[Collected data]
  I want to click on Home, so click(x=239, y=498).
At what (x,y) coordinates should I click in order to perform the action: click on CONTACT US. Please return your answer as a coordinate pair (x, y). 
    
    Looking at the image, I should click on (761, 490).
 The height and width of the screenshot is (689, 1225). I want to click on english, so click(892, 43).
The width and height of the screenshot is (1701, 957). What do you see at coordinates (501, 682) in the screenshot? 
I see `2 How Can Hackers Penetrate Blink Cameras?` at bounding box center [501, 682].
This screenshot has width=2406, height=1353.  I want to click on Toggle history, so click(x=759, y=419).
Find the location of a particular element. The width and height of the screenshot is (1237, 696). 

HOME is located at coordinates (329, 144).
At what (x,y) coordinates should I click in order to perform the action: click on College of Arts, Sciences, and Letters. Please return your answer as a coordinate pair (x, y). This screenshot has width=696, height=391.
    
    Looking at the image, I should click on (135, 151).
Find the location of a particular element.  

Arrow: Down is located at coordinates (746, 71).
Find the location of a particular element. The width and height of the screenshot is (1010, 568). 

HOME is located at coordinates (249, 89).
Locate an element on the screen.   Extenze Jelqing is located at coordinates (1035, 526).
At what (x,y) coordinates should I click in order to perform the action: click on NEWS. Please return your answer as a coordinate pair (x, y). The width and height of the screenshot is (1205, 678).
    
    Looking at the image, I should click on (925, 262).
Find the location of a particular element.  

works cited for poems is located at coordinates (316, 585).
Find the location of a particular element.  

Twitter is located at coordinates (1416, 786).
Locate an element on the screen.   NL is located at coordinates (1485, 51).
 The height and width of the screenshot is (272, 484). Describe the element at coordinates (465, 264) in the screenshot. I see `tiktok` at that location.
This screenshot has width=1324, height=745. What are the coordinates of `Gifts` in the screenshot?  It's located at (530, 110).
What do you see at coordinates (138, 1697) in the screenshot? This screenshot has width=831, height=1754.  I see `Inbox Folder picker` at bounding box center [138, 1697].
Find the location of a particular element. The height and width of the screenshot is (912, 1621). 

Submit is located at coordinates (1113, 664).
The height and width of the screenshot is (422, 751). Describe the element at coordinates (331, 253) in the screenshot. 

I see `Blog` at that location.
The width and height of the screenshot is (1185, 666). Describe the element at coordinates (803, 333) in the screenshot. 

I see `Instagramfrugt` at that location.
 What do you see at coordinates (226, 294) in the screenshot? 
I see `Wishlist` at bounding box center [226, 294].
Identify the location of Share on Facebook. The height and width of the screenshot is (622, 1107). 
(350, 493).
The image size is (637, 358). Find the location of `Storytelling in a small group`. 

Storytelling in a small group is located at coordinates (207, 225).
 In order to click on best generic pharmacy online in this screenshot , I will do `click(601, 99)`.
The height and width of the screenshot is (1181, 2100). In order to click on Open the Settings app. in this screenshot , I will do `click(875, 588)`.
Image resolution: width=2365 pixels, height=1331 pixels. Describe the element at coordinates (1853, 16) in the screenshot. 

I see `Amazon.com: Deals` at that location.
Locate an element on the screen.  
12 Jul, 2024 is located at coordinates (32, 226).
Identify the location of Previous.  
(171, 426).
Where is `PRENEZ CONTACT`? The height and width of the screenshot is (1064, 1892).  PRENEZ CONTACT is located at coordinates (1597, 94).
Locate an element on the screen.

### Required work:
Output the number of lines in the records above that contain the string "will", and no other text.

### Written solution:
2